Second, providers would need extra staff to comprehend and comply with all the new statutes, certifications and agency rules. Just as physicians complain about paperwork eating up time that could be spent with patients, child-care providers will lose time they could be spending with kids.

Third, the bill imposes “living wage” regulations on staff pay. In a study for the Committee to Unleash Prosperity, I estimate these regulations alone would add 80% to child-care costs.

My Mercatus Center colleagues Liya Palagashvili and Christopher Kaiser argue that inflation is a much larger worry than is immigration.

Ryan Bourne and Brad Subramaniam explain that statutory prohibitions of so-called “price gouging” make shortages worse

… and the price control called “rent control” won’t, as Christian Britschgi explains, work as promised.

Dan Pearson reveals some of the “nasty realities of steel protectionism.” (HT Bryan Riley) A slice:

First, U.S. mills produce about 80% of the steel needed in this country; the remainder is imported. Import restrictions cause the price for all steel to rise, not just steel from overseas. Steel mills enjoy higher prices on the 80% of the market they serve; users must pay the higher costs on 100% of domestic consumption. Since costs to users are substantially greater than benefits to producers, the economy as a whole loses. America ends up poorer because of steel protection.

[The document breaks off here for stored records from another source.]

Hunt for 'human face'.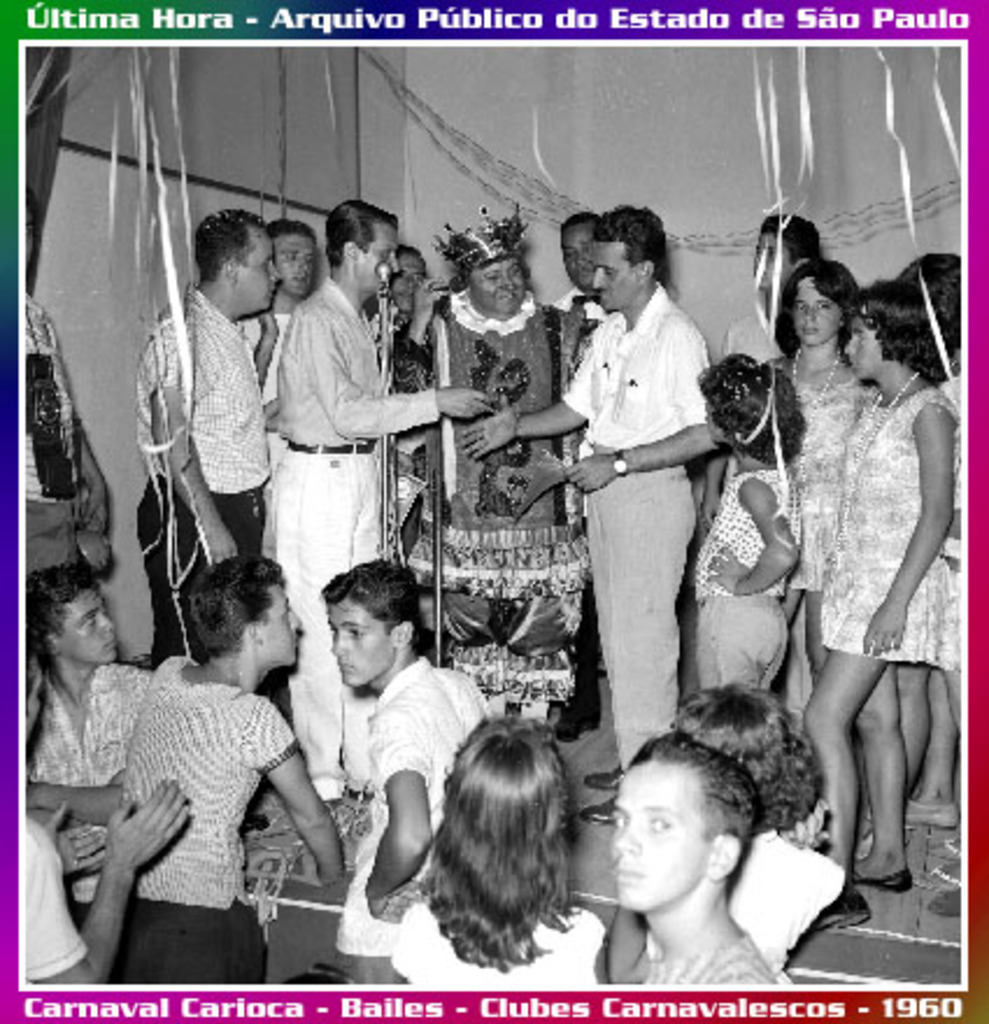
Hunted down at x1=794, y1=286, x2=838, y2=340.
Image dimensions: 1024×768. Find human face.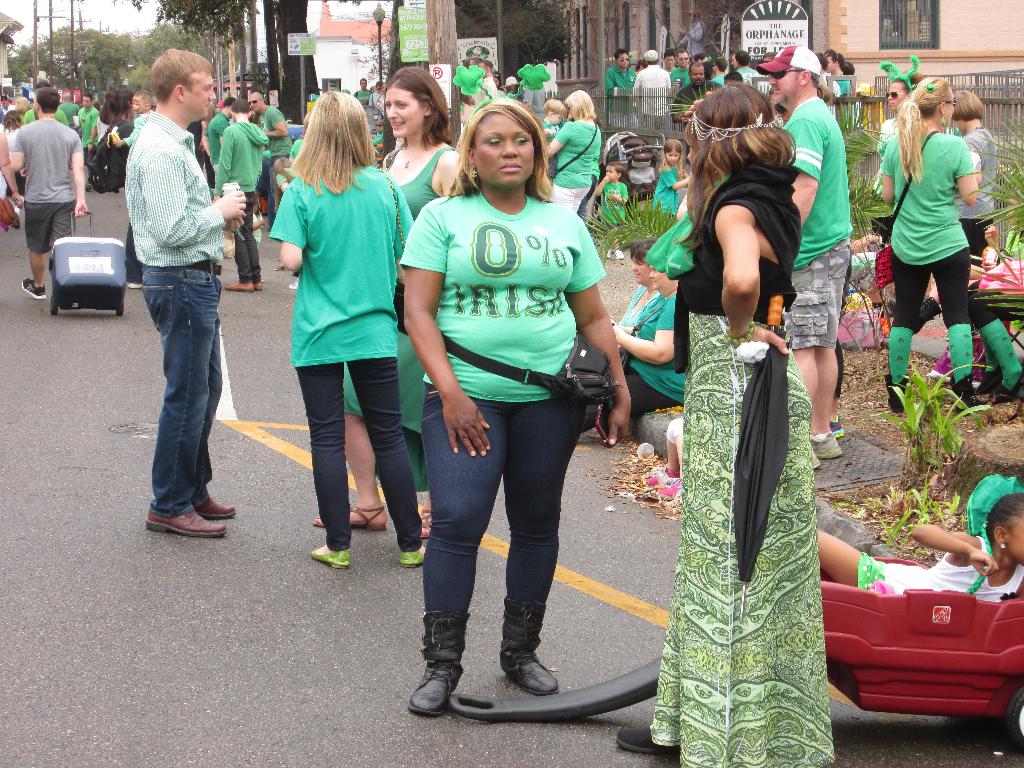
(x1=183, y1=68, x2=215, y2=111).
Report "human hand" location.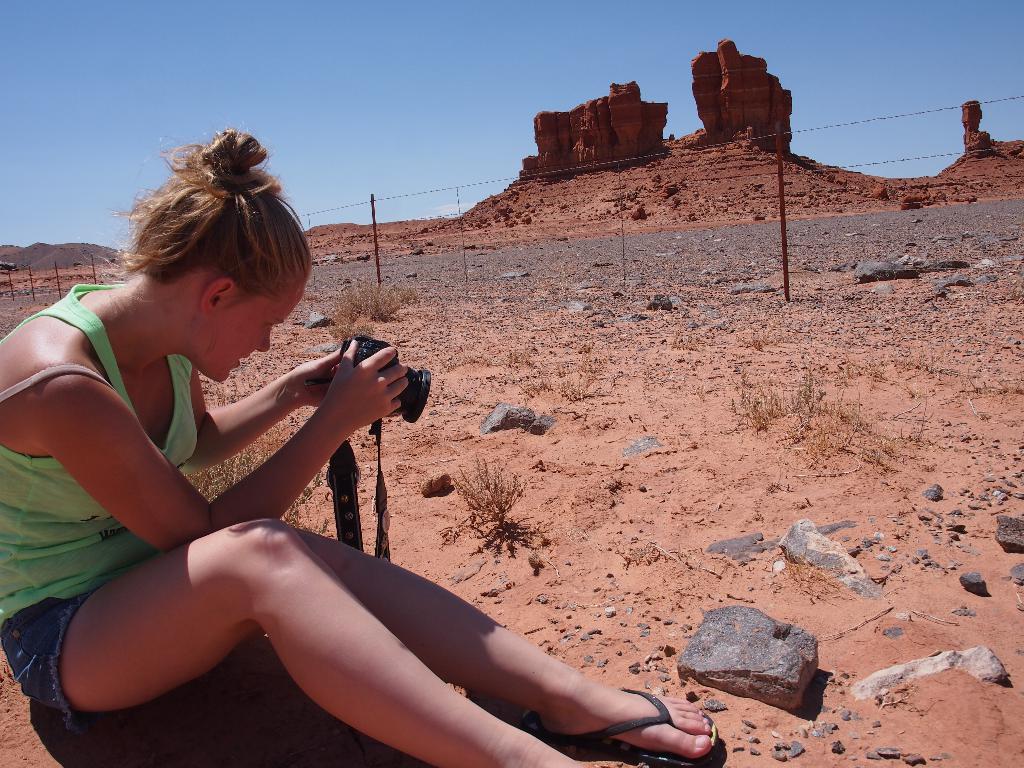
Report: locate(302, 344, 413, 438).
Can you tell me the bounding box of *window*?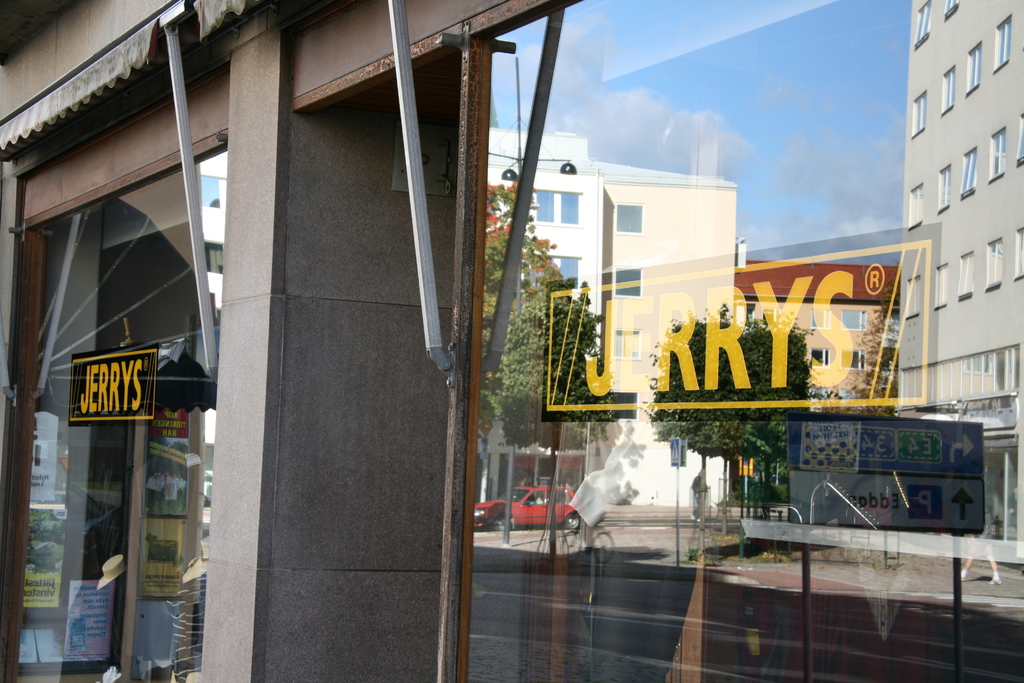
[left=964, top=34, right=986, bottom=81].
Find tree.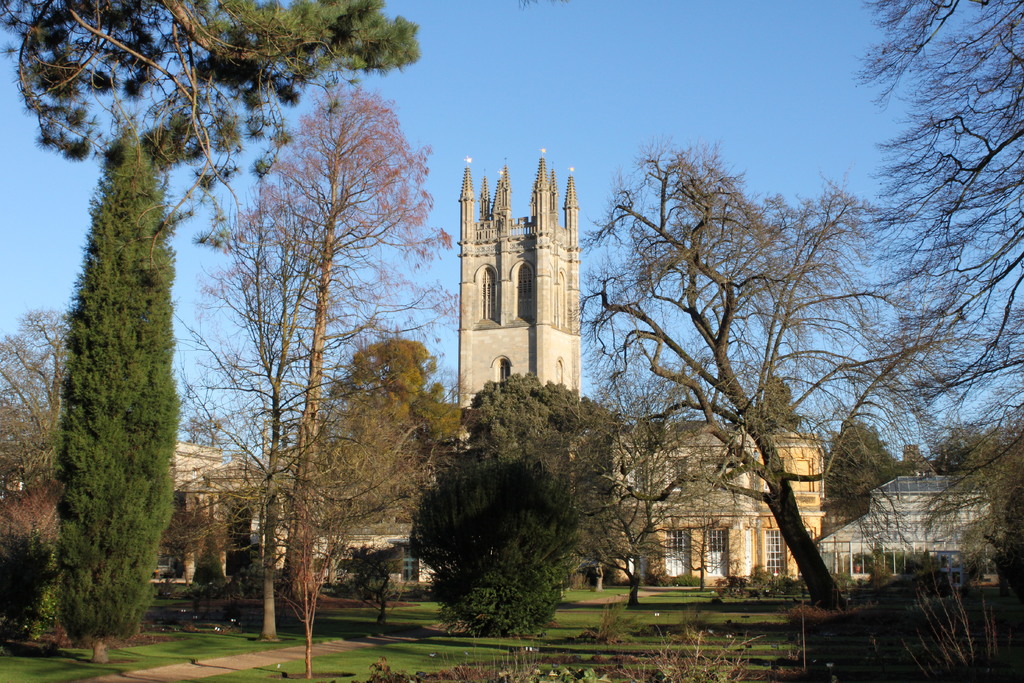
box=[302, 311, 478, 584].
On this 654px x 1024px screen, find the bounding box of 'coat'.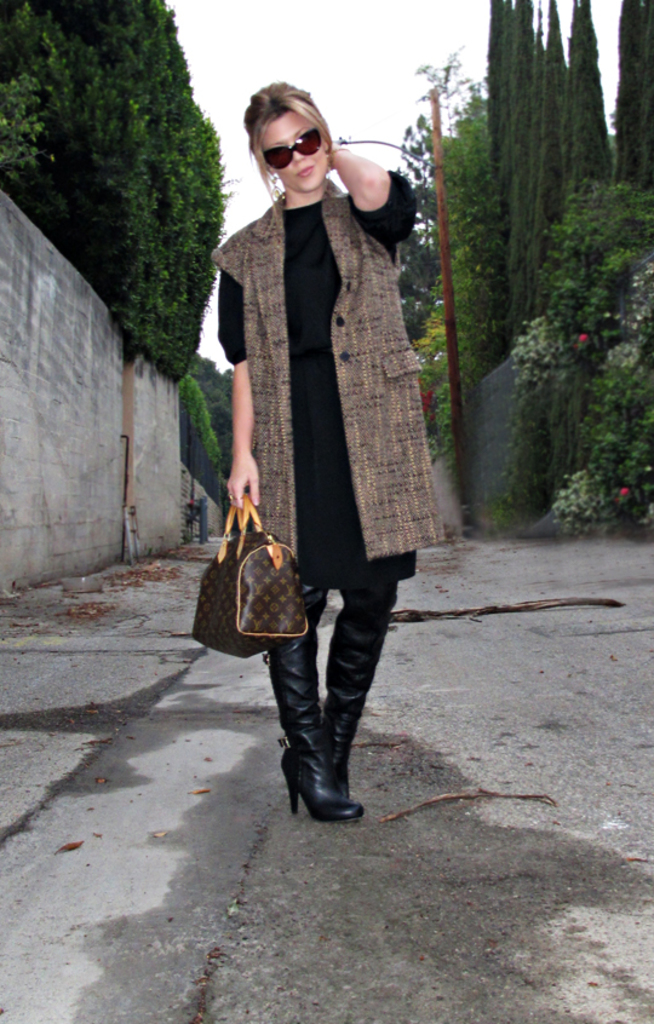
Bounding box: Rect(212, 188, 448, 565).
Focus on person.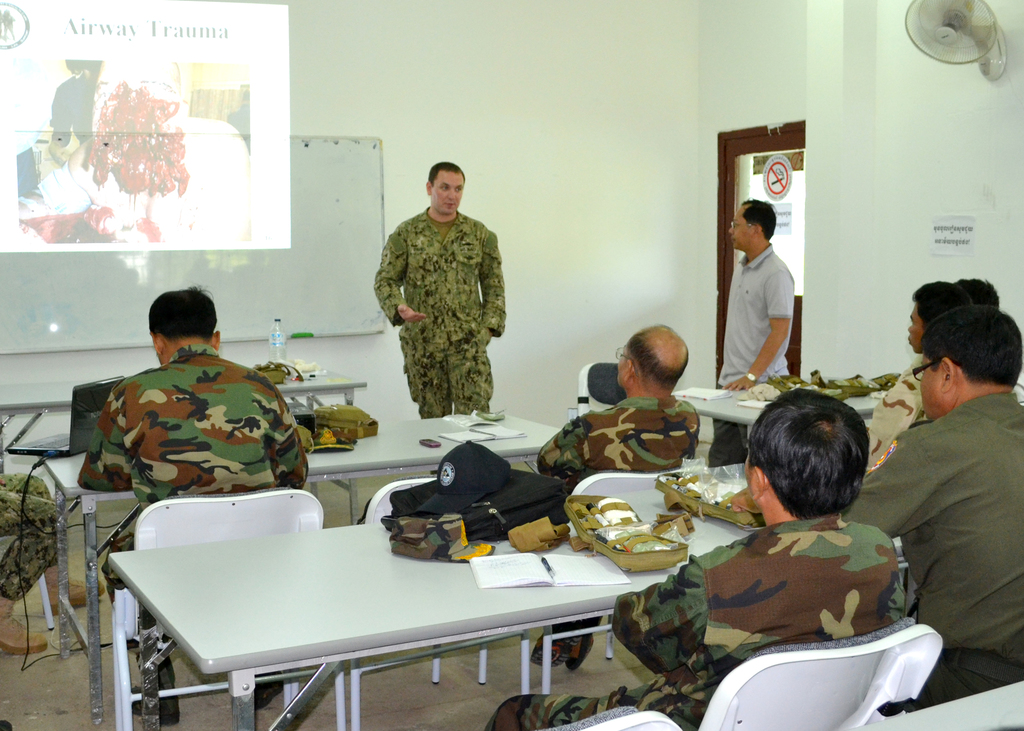
Focused at 950, 277, 1007, 314.
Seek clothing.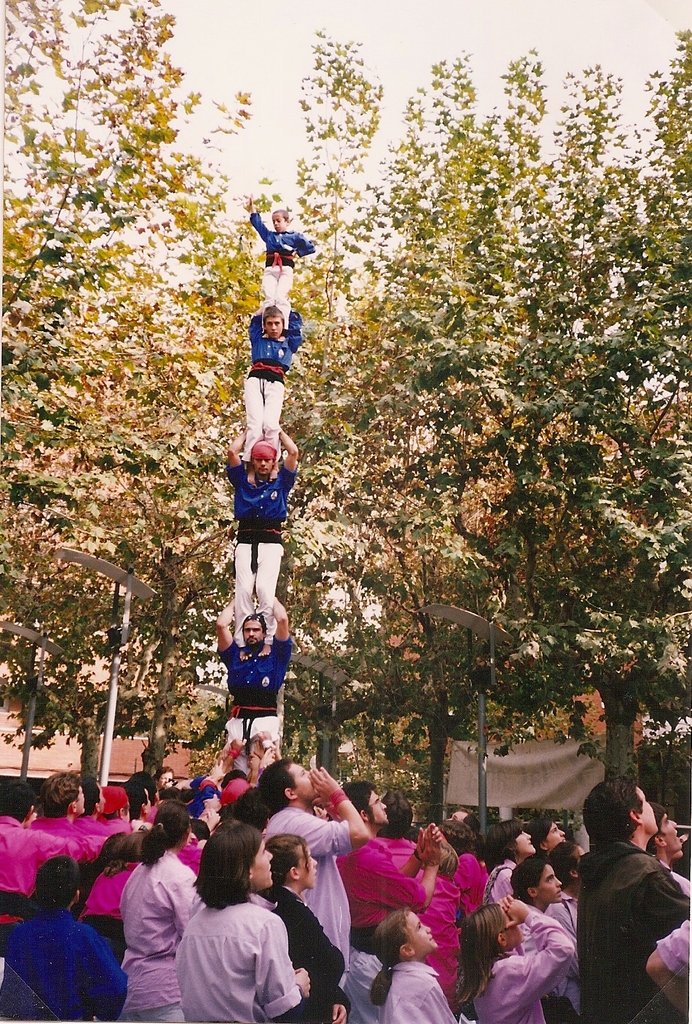
x1=29 y1=808 x2=113 y2=904.
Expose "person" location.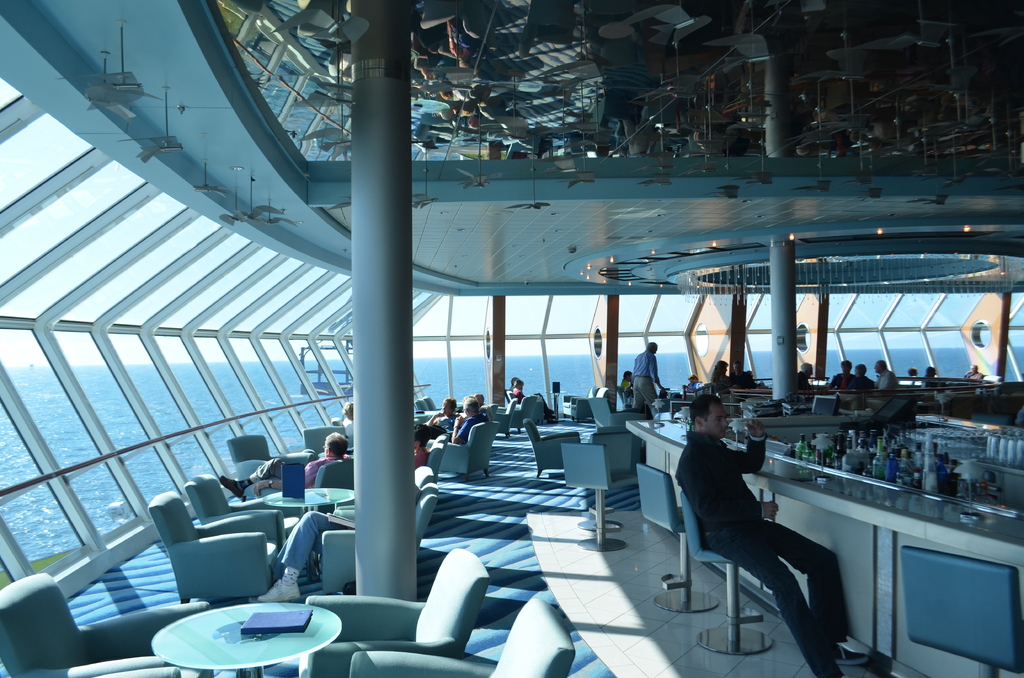
Exposed at locate(621, 371, 632, 392).
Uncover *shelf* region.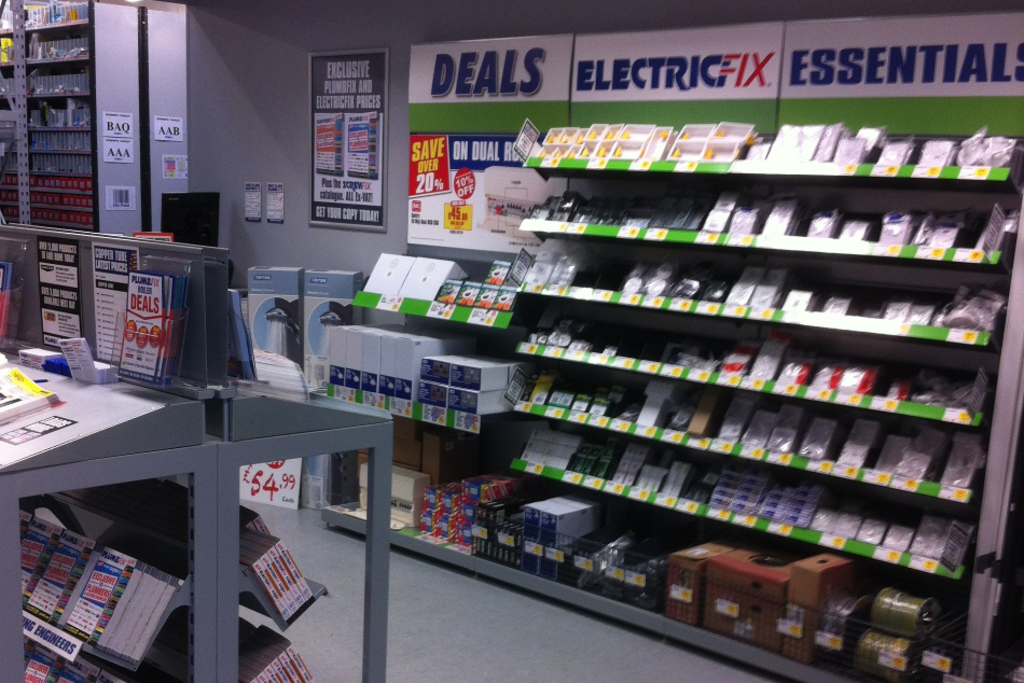
Uncovered: [left=0, top=104, right=101, bottom=138].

Second, steel producers constitute a much smaller portion of the economy than do steel consumers. As of 2019, there were 144,000 workers in steel mills. They added $31 billion of value to the economy, which is equivalent to 0.15% of GDP. Companies that buy steel and make useful things out of it, however, have a much bigger footprint. They employ 6.7 million workers and produce an economic value-add of $1.1 trillion (5.4% of GDP). So steel users employ 46 times more people and add 35 times more to GDP than do steel producers.

Although it may not be well understood by the Biden team, U.S. manufacturers of finished goods can find it exceedingly difficult to compete with imported products made with world-price steel. The reality is steel tariffs are a highly effective mechanism for decreasing the international competitiveness of the manufacturing sector. Imported finished goods made with world-price steel often can handily undersell U.S. products. It’s not easy to succeed in manufacturing when the government is going out of its way to raise your costs.